The county of Longford in which I live has been shaped by water. Here in the centre of Ireland we are the navel of this ancient place. Below our feet lies layer upon layer of limestone said to be the remains of ancient sea life. This stone is known for its permeability; water flows through it, creating strange shapes as it goes. Unseen underground rivers and streams feed the land and create a hidden world.

Sometimes in this land, I think that it is the meeting point, that the water flowing through the stone has shaped not just the rock but us. That in this middle place, this middle kingdom, we are meeting life and death, heaven and hell, nature and destruction, that the permeation has made us the people we are. That the water has in fact shaped our souls.

In the Aboriginal Australian understanding of the earth, the world must be sung into existence, and so I sing now the song of the river; its bends and breaks, its corners and depths. I sing though the old words are long lost, I sing to the crooked pool, to the Camlin.

The source

Rivers are special things. They hold and contain our memories; from them we have found food, built cities, launched wars and sought defence. They occupy only 0.1 per cent of the worlds land mass and yet, to us, they are the ever-giving life source. Wherever man is, a river is not far off.

The Camlin river is no different from any of the great rivers of the world. Upon it here in Longford we have built towns and villages. Around it, we have farmed the land and found the grass sweet and plentiful. Inside it, we have for thousands of years caught its fruits of trout, perch and pike. It is but a feeder river to the mighty Shannon, the artery of the nation, but to me it is as mighty as the Ganges.

Rising in the east of the county, the river follows a meandering course for some thirty-odd miles, from near the town of Granard to the village of Clondra in the west. The river is a dividing line separating the hill and drumlin land of the north from the flat grasslands of the south of the county.

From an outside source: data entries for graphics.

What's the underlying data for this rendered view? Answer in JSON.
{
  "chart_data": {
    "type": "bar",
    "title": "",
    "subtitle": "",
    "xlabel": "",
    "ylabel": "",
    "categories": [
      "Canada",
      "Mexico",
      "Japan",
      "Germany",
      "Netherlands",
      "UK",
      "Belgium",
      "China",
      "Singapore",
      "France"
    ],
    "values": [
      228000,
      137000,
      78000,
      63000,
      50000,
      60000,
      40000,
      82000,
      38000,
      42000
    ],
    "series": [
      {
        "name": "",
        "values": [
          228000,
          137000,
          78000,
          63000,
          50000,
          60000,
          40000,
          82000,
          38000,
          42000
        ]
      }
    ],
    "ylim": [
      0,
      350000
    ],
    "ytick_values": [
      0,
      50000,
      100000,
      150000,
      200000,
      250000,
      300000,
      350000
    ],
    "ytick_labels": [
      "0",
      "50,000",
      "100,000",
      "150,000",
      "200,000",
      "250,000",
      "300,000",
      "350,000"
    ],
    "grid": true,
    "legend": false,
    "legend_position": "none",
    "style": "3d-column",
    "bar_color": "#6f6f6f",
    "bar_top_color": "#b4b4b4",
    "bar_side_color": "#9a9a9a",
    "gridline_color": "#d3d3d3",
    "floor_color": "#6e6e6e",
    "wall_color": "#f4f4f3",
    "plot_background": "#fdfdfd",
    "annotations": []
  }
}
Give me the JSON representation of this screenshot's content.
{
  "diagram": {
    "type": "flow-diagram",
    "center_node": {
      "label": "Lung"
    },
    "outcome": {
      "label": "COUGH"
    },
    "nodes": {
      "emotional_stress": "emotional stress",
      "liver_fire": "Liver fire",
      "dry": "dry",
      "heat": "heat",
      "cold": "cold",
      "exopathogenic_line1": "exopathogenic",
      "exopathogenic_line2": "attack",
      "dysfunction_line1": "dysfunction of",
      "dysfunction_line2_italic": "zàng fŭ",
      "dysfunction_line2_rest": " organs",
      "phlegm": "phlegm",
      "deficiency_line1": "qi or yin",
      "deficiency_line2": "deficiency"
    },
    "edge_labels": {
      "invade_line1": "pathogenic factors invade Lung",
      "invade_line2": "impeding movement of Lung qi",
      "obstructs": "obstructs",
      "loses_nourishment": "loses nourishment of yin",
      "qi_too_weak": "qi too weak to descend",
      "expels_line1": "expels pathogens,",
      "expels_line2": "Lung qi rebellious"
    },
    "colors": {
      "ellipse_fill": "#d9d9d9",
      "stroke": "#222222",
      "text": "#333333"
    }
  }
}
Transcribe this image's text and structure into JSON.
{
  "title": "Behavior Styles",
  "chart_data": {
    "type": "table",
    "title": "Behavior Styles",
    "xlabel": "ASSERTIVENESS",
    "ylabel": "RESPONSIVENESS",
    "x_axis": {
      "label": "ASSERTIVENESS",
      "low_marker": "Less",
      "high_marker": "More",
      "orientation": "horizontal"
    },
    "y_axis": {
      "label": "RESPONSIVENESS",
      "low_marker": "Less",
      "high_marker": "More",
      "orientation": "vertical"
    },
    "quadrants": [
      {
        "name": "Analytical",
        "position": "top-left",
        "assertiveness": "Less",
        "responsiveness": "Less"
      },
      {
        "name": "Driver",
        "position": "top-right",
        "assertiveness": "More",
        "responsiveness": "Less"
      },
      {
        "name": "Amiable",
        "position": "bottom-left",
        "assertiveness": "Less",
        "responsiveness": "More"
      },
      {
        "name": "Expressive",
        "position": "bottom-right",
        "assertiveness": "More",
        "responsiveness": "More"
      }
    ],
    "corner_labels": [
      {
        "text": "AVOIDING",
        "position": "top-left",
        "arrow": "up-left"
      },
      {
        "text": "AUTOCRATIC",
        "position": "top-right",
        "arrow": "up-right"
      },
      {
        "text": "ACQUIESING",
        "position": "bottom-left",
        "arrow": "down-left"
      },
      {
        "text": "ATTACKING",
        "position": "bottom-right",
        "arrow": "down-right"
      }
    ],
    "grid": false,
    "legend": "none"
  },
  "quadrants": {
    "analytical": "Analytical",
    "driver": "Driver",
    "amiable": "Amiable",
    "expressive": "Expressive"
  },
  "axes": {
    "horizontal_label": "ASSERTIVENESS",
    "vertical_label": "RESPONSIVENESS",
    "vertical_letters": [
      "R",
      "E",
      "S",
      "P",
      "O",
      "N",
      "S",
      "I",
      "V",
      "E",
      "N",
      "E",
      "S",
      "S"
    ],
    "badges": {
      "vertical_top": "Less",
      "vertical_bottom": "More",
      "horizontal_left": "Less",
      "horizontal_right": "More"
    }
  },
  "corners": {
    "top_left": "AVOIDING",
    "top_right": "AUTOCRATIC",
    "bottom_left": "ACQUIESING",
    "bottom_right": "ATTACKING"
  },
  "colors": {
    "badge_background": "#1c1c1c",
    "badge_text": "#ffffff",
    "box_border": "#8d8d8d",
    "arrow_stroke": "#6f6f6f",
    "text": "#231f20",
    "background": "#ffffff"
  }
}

In the 1800s Richard Lovell Edgeworth, a local landlord, sought to change its course to make a canal across the county for boat traffic and to prevent frequent flooding. That change never came and the river flows as it has always done, meandering, ebbing, flowing, falling and rising, following no course but its own.

County Longford is a small place, only some 450 square miles in area, a hidden land seldom visited by tourists and not well known, but its lakes, rivers and waterways are some of the finest in the nation. Perhaps it is its small size or because it is often overlooked, but this secret has kept our water bodies pristine. A few years ago a Waterways Ireland expert told me that the Camlin was one of the best feeder rivers in the country and if there were fish kills in other places they could always depend on the Camlin to find new stock. That was something that gave me great quiet pride in my little river.

Rivers are in so many ways personal things. They become uniquely special to each new person who beholds and inhabits them. Perhaps it was the site of ones first kiss, the spot where a great fish was caught or simply where we came to rest. The our of collective experience of a body of water becomes a personal my, the river in so many ways flows for us alone, and in that intimacy we understand the true majesty of these bodies of water.

Maps upon maps

To travel the length of the river was my goal. To navigate its flow my mission. That there was a pandemic on was not my concern. Rather, it had given me the time and space to undertake the trip. In order to carry out my voyage I first had to study the river and the land that had made it. I needed a map to guide my way.

Next page
Light

Font size:

Reset

Interval:

Bookmark:

Make

Similar books «The Stream of Everything»

Look at similar books to The Stream of Everything. We have selected literature similar in name and meaning in the hope of providing readers with more options to find new, interesting, not yet read works.


Reviews about «The Stream of Everything»

Discussion, reviews of the book The Stream of Everything and just readers' own opinions. Leave your comments, write what you think about the work, its meaning or the main characters. Specify what exactly you liked and what you didn't like, and why you think so.